Sarabeth. Sari Mooney, who’d sat on his ma’s front porch, ate at her table.
“My guess is she knew he was coming. Had a suitcase packed. There’s an empty coffee can in the bedroom, and looks to me like she might’ve kept her house cash in it. Gone now. Door was open, unforced. She let him in or he walked in. He shot her twice. Once in the chest, once in the back of the head.”
Carl D. shoved the sorrow aside, eyed the situation of the house, the land. “Guess you’ve done a canvas.”
“Yeah. Talked to the neighbors. Finally got somebody to say they heard what maybe was gunshots about five, five-thirty this morning. People mind their own around here. Nobody paid any attention to it.”
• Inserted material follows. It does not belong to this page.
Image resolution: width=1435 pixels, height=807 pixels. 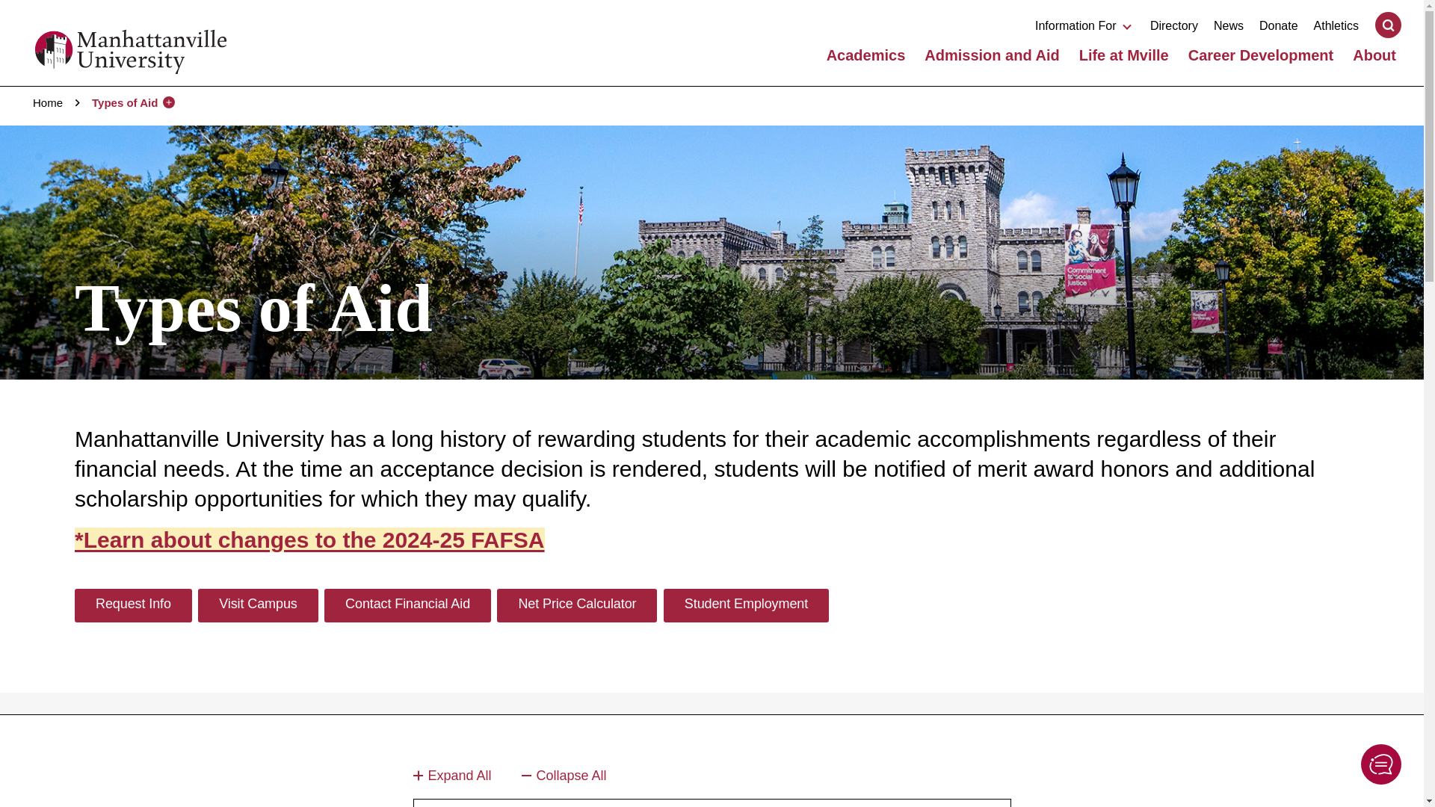 I want to click on Information For, so click(x=1084, y=25).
The heat was merciless. Carl D. dragged out a handkerchief and rubbed it over his face as sweat soaked through his fishing shirt. “How the hell’d he get here?”
“Can’t say. Hitched a ride, maybe. Stole a car. We’re looking into it.”
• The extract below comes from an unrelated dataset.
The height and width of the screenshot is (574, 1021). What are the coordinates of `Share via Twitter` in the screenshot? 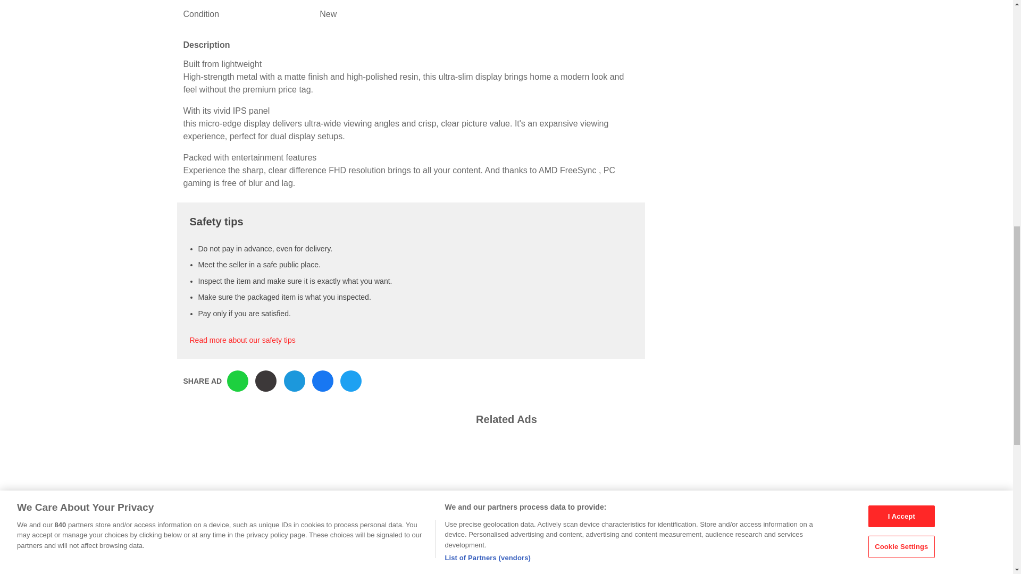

“For the money in a coffee can? Don’t sit right. She had a suitcase packed?”
“That’s right. Her clothes in it, and some of his. She knew he was coming. We’re checking the phone records. Gotta figure he called her, and she gave him the lay of the land. She wasn’t what you’d call cooperative with the police ‘round these parts.”
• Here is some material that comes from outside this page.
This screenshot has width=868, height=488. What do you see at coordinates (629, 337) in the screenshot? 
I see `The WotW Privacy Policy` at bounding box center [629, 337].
And he blamed her, though she was dead as Eve, for the murder of his man.
“Mr. Mooney going to be up to doing a next-of-kin ID on her?”
“Yeah.” Carl D. rubbed his mouth again. “He’ll do it. You inform the deceased’s mother yet?”
“No. I was going to handle that back at the office.”
“I’d appreciate it if you’d let me do that, Sheriff Bridger. Not wanting to step on your ground here, but she knows me.”
“You’re welcome to that part of the job. It ain’t one I relish.”
“Fine then. I’ll take J.R. on by his mama’s. It’ll be easier for them that way.”
“All right. He’s a cop killer now, Chief Russ. If it gives your friend there any comfort, you let him know that bastard won’t be able to run far enough or fast enough.”
“You keep me up-to-date, Sheriff, and I’ll do the same. I got the federals coming tomorrow or the day after. They’ll want to pay you a call.”
“Welcome to. But this is my turf, and that was my man they carried away in a bag this morning.” Bridger spat on the ground. “Bodeen better pray to his almighty God the feds get to him before I do.”
Miles away, Hannibal Bodeen tore into a pork chop. He’d gotten it, along with bread and cheese and a bottle of Jim Beam, from a house he’d broken into. It had been simple enough, with the family gone off to church. He’d watched them stroll out of the house in their fancy Sunday clothes and pile into a shiny minivan. Hypocrites. Going to church to show off their material goods. Into the house of the Lord to flaunt themselves.
God would punish them, just like he punished all the proud and pompous. And God had provided, he thought, as he gnawed the pork bone clean.
He’d found plenty of food in that big house. Meat wrapped up from last night’s dinner. Enough to restore his body. And drink to sustain him in his hour of need. This was his trial, his test, this wandering in the wilderness.
He tossed the bone aside and took a long drink from the bottle.
For a time he’d despaired. Why was he being punished, a righteous man? Then it all came clear. He was to be tested, he was to prove his worthiness. God had shouldered him with temptation, time and time again. There had been times he’d been weak, times he’d succumbed. But now he was given this chance.